Zibeline — Volume 3 eBook

This eBook from the Gutenberg Project consists of approximately 52 pages of information about Zibeline — Volume 3.

Zibeline — Volume 3 eBook

This eBook from the Gutenberg Project consists of approximately 52 pages of information about Zibeline — Volume 3.

Had Zibeline been crushed by the weight of the horse in this terrible fall, or, not having been able to free herself from him, had she been drowned under him?  Henri uttered a hoarse cry, struck his spurs into the sides of his mare, crossed the brook breathlessly, stopping on the other side as soon as he could control his horse’s pace; then, rushing back, he leaped to the ground to save the poor girl, if there was still time to do so.

Zibeline lay inanimate on the grass, her face lying against the earth.  By a lucky chance, the horse had fallen on his right side, so that his rider’s limbs and skirt had not been caught.  Unhorsed by the violence of the shock, Zibeline had gone over the animal’s head and fallen on the other side of the brook.  Her Amazon hat, so glossy when she had set out, was now crushed, and her gloves were torn and soiled with mud; which indicated that she had fallen on her head and her hands.

Henri knelt beside her, passed his arm around her inert and charming body, and drew her tenderly toward him.  Her eyes were half-open and dull, her lips pale; her nose, the nostrils of which were usually well dilated, had a pinched look; and a deadly pallor covered that face which only a moment before had been so rosy and smiling.

These signs were the forerunners of death, which the officer had recognized so many times on the battlefield.  But those stricken ones had at least been men, devoting themselves to the risks of warfare; while in the presence of this young girl lying before him, looking upon this victim of a reckless audacity to which he felt he had lent himself too readily, the whole responsibility for the accident seemed to him to rest upon his own shoulders, and a poignant remorse tore his heart.

He removed her cravat, unhooked her bodice, laid his ear against her breast, from which an oppressed breathing still arose.

Two laborers hurried to open the gate and soon arrived at the spot with a litter, guided by the groom, whose horse had refused to jump the brook, and who since then had followed the race on foot outside the track.  While the General placed Zibeline on the litter, the groom took Aida by the bridle, and the sad procession made its way slowly toward the enclosure surrounding the weighing-stand.

As for Seaman, half submerged in the stream, and with an incurable fracture of the leg, nothing was left to do for the poor animal but to kill him.

CHAPTER XXVI

AN UNCONSCIOUS AVOWAL

Walking slowly, step by step, beside her whose power had so quickly and so wholly subjugated him, watching over her removal with more than paternal solicitude, Henri de Prerolles, sustained by a ray of hope, drew a memorandum-book from his pocket, wrote upon a slip of paper a name and an address, and, giving it to the groom, ordered him to go ahead of the litter and telephone to the most celebrated surgeon in Paris, requesting him to go as quickly as possible to the domicile of Mademoiselle de Vermont, and, meantime, to send with the greatest despatch one of the eight-spring carriages from the stables.

Copyrights
Project Gutenberg
Zibeline — Volume 3 from Project Gutenberg. Public domain.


• [PROBLEM TO WORK ON]: Find all lines in the records that include the word "Check", and copy them out.

• [MATERIAL FOR THIS EXERCISE]:
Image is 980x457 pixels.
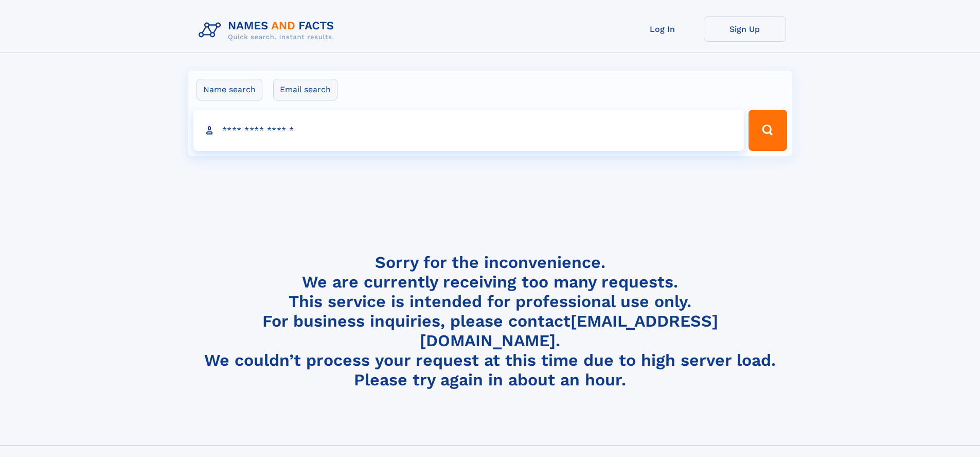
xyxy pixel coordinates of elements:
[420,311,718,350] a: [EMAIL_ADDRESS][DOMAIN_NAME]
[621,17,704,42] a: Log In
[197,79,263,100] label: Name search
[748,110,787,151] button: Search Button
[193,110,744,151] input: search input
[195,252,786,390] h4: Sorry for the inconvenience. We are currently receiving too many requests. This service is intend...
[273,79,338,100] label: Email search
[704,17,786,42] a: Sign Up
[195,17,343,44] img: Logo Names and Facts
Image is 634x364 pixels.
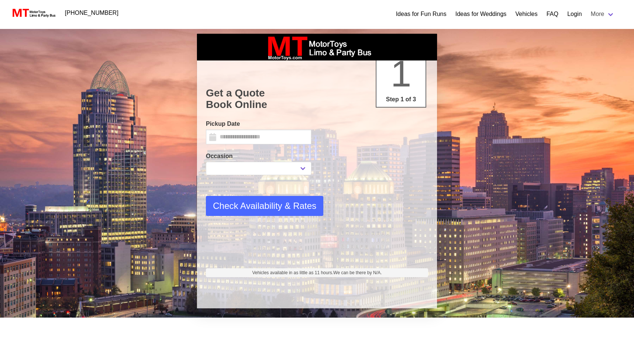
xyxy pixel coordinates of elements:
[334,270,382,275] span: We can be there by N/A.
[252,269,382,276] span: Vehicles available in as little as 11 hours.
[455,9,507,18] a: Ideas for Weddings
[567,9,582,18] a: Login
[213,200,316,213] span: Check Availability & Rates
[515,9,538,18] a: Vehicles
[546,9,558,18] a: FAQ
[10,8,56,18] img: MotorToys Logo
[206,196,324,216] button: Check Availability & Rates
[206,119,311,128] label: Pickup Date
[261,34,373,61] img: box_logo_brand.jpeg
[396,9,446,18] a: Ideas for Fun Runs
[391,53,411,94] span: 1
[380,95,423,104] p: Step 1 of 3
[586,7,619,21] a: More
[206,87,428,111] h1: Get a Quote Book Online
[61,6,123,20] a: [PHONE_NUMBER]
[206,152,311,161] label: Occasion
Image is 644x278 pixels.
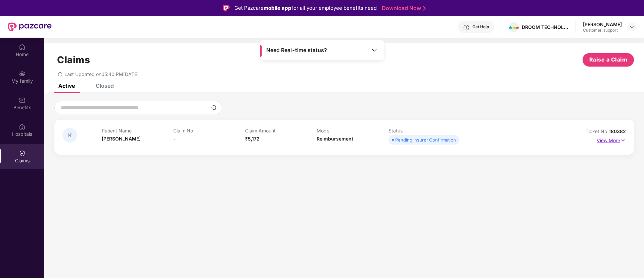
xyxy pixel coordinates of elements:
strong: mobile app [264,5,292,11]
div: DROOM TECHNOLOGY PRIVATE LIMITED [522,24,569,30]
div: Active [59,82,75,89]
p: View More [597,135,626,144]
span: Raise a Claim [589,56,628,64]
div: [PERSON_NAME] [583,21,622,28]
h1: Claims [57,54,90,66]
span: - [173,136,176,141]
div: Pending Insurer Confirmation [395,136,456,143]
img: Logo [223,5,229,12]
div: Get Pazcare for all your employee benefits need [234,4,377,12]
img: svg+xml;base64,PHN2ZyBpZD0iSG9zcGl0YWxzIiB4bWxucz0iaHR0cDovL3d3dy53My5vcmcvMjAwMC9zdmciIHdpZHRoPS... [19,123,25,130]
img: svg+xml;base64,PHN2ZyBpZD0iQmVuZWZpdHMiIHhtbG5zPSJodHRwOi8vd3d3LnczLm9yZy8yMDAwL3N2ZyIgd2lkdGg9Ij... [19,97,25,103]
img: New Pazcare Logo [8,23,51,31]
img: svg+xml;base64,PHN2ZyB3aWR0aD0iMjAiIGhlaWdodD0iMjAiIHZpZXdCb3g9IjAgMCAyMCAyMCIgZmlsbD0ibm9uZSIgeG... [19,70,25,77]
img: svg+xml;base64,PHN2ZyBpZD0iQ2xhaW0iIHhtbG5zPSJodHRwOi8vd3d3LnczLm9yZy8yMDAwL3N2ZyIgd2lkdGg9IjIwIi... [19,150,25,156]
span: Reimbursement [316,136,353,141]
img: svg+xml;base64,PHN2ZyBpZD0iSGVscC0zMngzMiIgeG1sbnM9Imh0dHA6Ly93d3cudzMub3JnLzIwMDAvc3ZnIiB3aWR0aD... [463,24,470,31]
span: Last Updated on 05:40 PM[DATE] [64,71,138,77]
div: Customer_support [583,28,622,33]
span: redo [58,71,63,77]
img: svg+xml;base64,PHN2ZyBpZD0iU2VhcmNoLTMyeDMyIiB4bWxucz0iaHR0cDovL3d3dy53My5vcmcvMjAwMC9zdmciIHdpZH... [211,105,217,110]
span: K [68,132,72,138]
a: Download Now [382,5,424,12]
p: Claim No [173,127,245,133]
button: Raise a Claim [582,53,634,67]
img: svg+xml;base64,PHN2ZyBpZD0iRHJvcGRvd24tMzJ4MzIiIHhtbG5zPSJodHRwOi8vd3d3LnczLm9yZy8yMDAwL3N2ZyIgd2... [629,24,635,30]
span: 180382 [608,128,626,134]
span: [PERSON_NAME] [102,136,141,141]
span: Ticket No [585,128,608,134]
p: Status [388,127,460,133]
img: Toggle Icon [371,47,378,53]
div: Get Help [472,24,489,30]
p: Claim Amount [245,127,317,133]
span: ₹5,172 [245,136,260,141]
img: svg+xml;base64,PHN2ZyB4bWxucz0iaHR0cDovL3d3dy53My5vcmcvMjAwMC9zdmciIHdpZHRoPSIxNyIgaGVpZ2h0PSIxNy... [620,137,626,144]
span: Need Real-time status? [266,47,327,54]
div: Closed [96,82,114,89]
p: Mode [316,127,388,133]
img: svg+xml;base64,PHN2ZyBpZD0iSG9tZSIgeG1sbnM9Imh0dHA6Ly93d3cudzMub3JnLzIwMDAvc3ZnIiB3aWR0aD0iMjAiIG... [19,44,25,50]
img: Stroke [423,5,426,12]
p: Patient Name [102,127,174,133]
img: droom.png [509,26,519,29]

• [RESULT FOR THIS TASK]:
[213,200,316,213] span: Check Availability & Rates
[206,196,324,216] button: Check Availability & Rates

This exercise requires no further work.